HC: Over the last 12 months we have seen big oil producers and consumers setting up trading operations for the first time. What is driving this trend and where is it leading?
FT: The trend is driven by asset optimisation. The national oil companies have always only been sellers, without ever stepping into the role of intermediary. These companies are becoming more integrated and are moving downstream in an effort to leverage their market positions. What it’s important to remember is that the big established trading houses are moving in the opposite direction and are becoming like small integrated oil players as they add physical assets to their market footprints. The whole industry is working to unlock value, regardless of each company’s place in the value chain. The bigger picture is that we’re seeing a steady convergence from both ends of the supply chain, and that process will continue.
HC: What is the key issue facing the oil market over the next 12 months?

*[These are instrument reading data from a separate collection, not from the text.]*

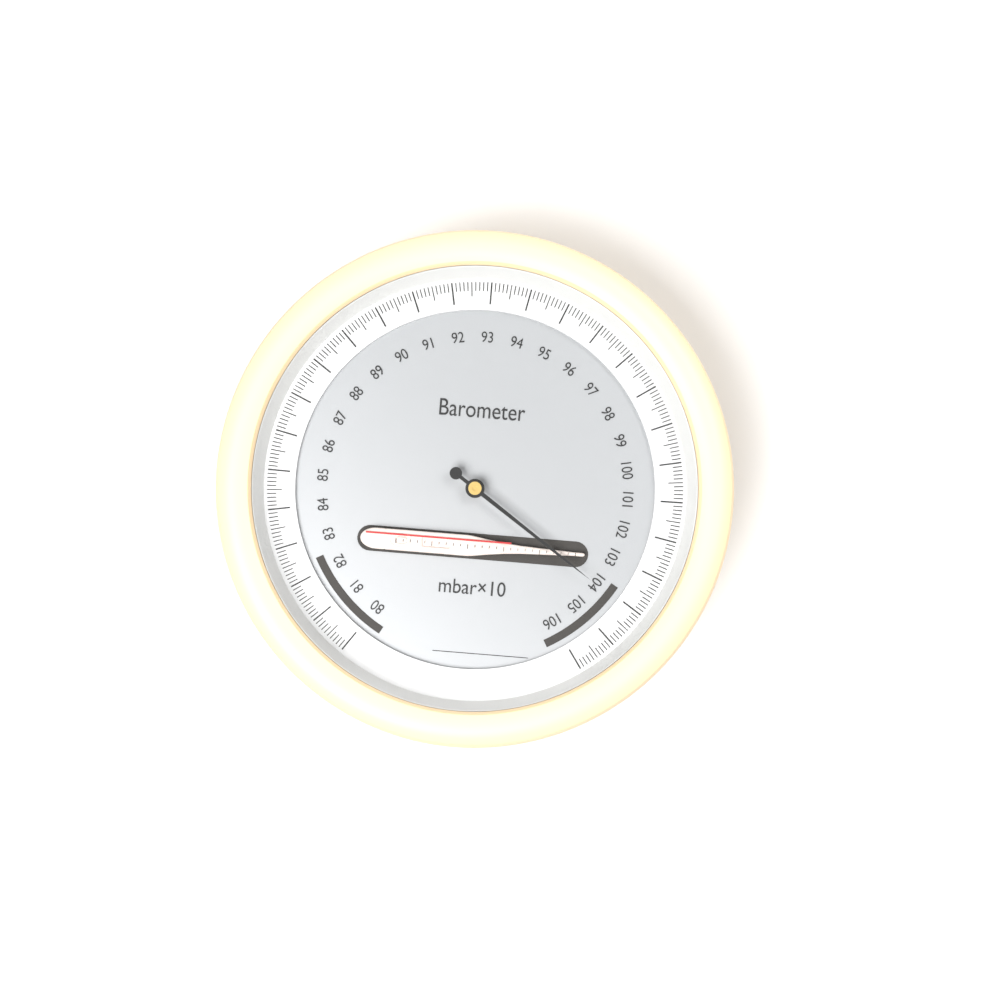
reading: 104.1 mbar×10
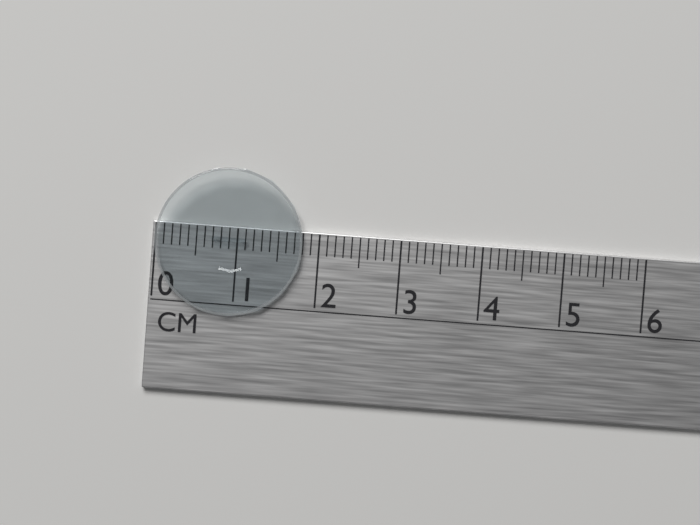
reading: 1.8 cm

FT: I think that the biggest issue will be the lead-in to the International Maritime Organisation’s IMO 2020 fuel regulation, which requires ocean-going vessels to burn fuel with a maximum sulphur content of 0.5pc from January next year. The shipping industry still doesn’t have a coordinated plan in place to deal with the fact that it won’t be able to burn traditional bunker fuel. This lack of preparation will cause some erratic behaviour. We think that IMO 2020 is going to influence markets far beyond shipping, and that this effect is not yet visible. We expect it to be seen in crude markets, the refining space and potentially the airlines. The change in fuel regulation will affect the middle distillates market, so any industry with exposure to it will feel the effect.
Another big issue is going to be what OPEC decides to do to manage crude supply. Is it going to cut more or maintain the level as it is? The US re-imposing full sanctions on Iran will reduce Iran’s exports, and this creates a complicated picture because Iran is an OPEC member. So, if the lost barrels are made up by Saudi Arabia, this goes against the working principles of OPEC, creating a sense of disunity. I don’t think that OPEC has been given enough credit for how it has stabilised and supported prices over the last two years or so. We shouldn’t underestimate the effect of OPEC’s actions.
Dr Florian Thaler has more than 15 years of experience in oil analytics. He has worked as an oil strategist at Shell, Citigroup and a New York-based hedge fund and is one of the World Energy Council’s 100 Future Energy Leaders.